The family was rooted in Armitage Bridge near Huddersfield in the West Riding of Yorkshire, where at the time of his marriage in 1907 James Hargreaves was a commercial traveller.
[6] His reputation as a communicator went ahead of him and he was recruited to the staff of General Montgomery to play a role setting up broadcasting services to Allied forces before and after D-Day.
[5] After the war, Hargreaves continued his media career and during the 1950s was editor of Lilliput magazine and Picture Post where he commissioned work from Bert Hardy.
[1] A lover of angling, Hargreaves was bemused at the way it had become tribalised by class and species, which he blamed on "sociological, technical, financial and Malthusian" causes.
Hargreaves' style was complemented in this first book by the drawings of his friend Bernard Venables: "It is one of the most excellent provisions of Nature" he wrote in a chapter for the warmest time of the year "that chub are to be angled for on hot summer afternoons ...
When the grass is high and full of hum and rustle, when the comfrey blooms along the edge of the water and the air shivers in the heat, the chub lie just under the surface in slacks and corners and eddies all along the bank.

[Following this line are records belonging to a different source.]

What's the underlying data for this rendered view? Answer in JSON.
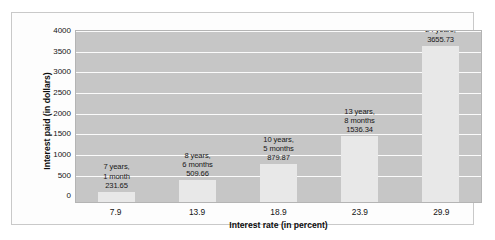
{
  "chart_data": {
    "type": "bar",
    "title": "",
    "xlabel": "Interest rate (in percent)",
    "ylabel": "Interest paid (in dollars)",
    "categories": [
      "7.9",
      "13.9",
      "18.9",
      "23.9",
      "29.9"
    ],
    "values": [
      231.65,
      509.66,
      879.87,
      1536.34,
      3655.73
    ],
    "ylim": [
      0,
      4000
    ],
    "ytick_labels": [
      "4000",
      "3500",
      "3000",
      "2500",
      "2000",
      "1500",
      "1000",
      "500",
      "0"
    ],
    "ytick_values": [
      4000,
      3500,
      3000,
      2500,
      2000,
      1500,
      1000,
      500,
      0
    ],
    "grid": true,
    "legend": "none",
    "annotations": [
      {
        "line1": "7 years,",
        "line2": "1 month",
        "line3": "231.65"
      },
      {
        "line1": "8 years,",
        "line2": "6 months",
        "line3": "509.66"
      },
      {
        "line1": "10 years,",
        "line2": "5 months",
        "line3": "879.87"
      },
      {
        "line1": "13 years,",
        "line2": "8 months",
        "line3": "1536.34"
      },
      {
        "line1": "24 years,",
        "line2": "",
        "line3": "3655.73"
      }
    ],
    "colors": {
      "bar": "#e8e8e8",
      "plot_background": "#c6c6c6",
      "gridline": "#fbfbfb",
      "figure_background": "#ffffff",
      "text": "#141414"
    }
  }
}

This was when he became sceptical about the opinion of the 17th-century author of The Compleat Angler, Izaak Walton, as to the culinary qualities of the chub – a dish Hargreaves described as "eating cotton wool full of pins and needles".
[5] He believed that although agriculture would be preferable, military exercises seemed less harmful in their impact on the environment than its use for the recreational choices of a predominantly urban population.
This was a conundrum he shared wryly with his audience, gently repeating the point, that the countryside, insofar as it had a purpose for humans, was to grow their food in sustainable ways.
Instead of the studio 'shed' that had been a mainstay of the earlier series, these episodes were made in Hargreaves's real shed at his last home – Raven Cottage, Belchalwell, Dorset.
In 2004, a full-length edition of Out of Town, first broadcast on 23 May 1980, was included on a DVD released by ITV Meridian to mark the closing of Southern Television's Southampton studios.
The whereabouts of the remaining master tapes was unknown for many years but 34 complete original episodes of Out of Town – broadcast in 1980 and 1981 – eventually came to light, and were made available on DVD.